Belle da Costa Greene (1883-1950)

Bella da Costa Greene, 1914
Public Domain Image

Belle da Costa Greene was one of the most prominent librarians in American history. She was born Belle Marion Greener to African American parents Richard Theodore Greener and Genevieve Ida Fleet Greener, in Washington, D.C., on November 26, 1879. Her parents separated in her childhood. Her mother changed her last name to Van Vliet and her children changed their names to Greene. Greene also dropped her given middle name, and changed it to da Costa, and began claiming a Portuguese background to explain her light, dusky complexion in order to escape the deep racism and segregation of the era.

Not much is known about her early life, but sometime between 1901 and 1902, Greene moved to Princeton, New Jersey, and worked at the Princeton University Library. The assistant librarian was Junius Spencer Morgan, nephew of wealthy financier J. P. Morgan. Morgan at the time was building a library at the corner of Madison Avenue and 38th Street in New York City and was looking for someone to help him cultivate his growing collections. After being recommended, Greene met with Morgan in 1905, and was hired at $75 a week, roughly $2,219 in 2021. She was twenty-six years old.

Greene began working as Morgan’s stenographer and librarian. She was soon trusted with millions of dollars to purchase books, manuscripts and art items for Morgan. She toured Paris, France, Milan, Italy, Munich, Germany, and Tunis, Tunisia as well as other locations in search of rare works for Morgan. In the process she became a collector herself. She outbid British museums for Egyptian manuscripts and scrolls, ancient tablets, and works by Raphael and Rembrandt.

She never married but admitted to affairs with Morgan, a Norwegian Count, a British Duke, and a decade long affair with art critic Bernard Berenson, whom she met in 1909 in New York. Berenson was married and lived in Italy with his wife, Mary. Berenson and Greene often traveled together, in search of rare works, and shared a love of Islamic manuscripts and miniatures. Her passion for fashion played out in her attire of wide brimmed, plumed hats and fine gowns she wore daily.

By 1912, Greene was earning a quarter of a million dollars a year. When J.P. Morgan died in 1913, he left Greene $50,000 in his will (approximately $1,300,000 in contemporary dollars). In 1924, Greene was appointed the inaugural director of the Pierpont Morgan Library. Greene was elected a Fellow of the Medieval Academy of America in 1939, making her the second woman and the first known person of color to be so honored. She retired in 1948, after forty-three years at the Pierpont Morgan Library.

Belle da Costa Greene died of cancer on May 10, 1950 at the age of 71 in New York City. Just before her death, Greene burned all of her personal papers to further obscure her heritage and lineage. Heidi Ardizzone wrote her biography based on numerous letters sent to Berenson over the years.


### WHAT YOU ARE ASKED TO DO
Scan the material for the word "numeral" and copy each line where it occurs.
--- --- ---
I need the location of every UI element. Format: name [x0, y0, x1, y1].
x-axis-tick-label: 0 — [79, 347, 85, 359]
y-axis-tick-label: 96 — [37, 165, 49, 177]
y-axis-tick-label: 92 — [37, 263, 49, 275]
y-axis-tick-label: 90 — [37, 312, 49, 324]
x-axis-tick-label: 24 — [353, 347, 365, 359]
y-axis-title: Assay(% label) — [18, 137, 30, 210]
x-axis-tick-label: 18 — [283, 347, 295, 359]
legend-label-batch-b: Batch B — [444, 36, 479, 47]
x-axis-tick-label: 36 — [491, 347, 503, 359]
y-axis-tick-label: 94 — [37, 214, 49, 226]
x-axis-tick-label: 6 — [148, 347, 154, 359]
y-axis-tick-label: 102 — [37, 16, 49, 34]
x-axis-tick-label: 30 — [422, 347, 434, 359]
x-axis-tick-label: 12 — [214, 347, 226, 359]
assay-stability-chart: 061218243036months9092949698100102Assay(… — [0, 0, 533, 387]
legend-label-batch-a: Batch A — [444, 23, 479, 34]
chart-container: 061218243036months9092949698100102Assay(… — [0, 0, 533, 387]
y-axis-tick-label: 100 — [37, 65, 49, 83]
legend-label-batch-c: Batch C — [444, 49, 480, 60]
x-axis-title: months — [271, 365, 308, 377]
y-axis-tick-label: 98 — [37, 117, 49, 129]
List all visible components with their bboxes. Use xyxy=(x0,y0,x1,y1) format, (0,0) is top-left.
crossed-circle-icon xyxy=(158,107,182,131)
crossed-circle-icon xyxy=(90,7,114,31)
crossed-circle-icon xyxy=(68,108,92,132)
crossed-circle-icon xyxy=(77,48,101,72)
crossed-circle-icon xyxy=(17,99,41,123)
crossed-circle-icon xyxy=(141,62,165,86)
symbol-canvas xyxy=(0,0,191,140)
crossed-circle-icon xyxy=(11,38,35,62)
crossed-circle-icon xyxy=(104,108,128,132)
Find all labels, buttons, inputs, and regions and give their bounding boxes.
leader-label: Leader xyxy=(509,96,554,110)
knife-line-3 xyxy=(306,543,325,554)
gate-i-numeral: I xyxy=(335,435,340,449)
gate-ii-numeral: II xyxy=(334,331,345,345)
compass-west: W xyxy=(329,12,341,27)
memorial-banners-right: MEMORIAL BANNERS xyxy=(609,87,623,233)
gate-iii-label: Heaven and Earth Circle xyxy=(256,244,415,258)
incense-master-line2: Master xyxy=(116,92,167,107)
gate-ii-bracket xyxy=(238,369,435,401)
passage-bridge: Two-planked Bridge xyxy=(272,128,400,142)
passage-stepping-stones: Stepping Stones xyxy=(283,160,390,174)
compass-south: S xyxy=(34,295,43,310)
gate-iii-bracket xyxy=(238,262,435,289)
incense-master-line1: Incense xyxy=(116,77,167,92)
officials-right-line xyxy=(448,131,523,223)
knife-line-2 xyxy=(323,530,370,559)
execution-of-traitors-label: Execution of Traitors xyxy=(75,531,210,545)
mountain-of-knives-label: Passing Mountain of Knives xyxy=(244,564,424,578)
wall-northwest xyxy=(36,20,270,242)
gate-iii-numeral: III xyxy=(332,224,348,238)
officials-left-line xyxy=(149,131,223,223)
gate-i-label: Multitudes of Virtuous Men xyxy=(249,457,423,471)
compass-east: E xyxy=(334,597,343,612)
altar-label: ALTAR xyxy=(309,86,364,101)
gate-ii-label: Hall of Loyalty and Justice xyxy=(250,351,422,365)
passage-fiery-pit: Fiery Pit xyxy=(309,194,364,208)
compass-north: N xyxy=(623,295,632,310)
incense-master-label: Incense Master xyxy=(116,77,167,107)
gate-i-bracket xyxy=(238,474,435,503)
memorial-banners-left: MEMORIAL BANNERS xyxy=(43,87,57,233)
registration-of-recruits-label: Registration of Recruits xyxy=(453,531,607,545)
--- --- ---
### EXERCISE RESPONSE
gate-i-numeral: I xyxy=(335,435,340,449)
gate-ii-numeral: II xyxy=(334,331,345,345)
gate-iii-numeral: III xyxy=(332,224,348,238)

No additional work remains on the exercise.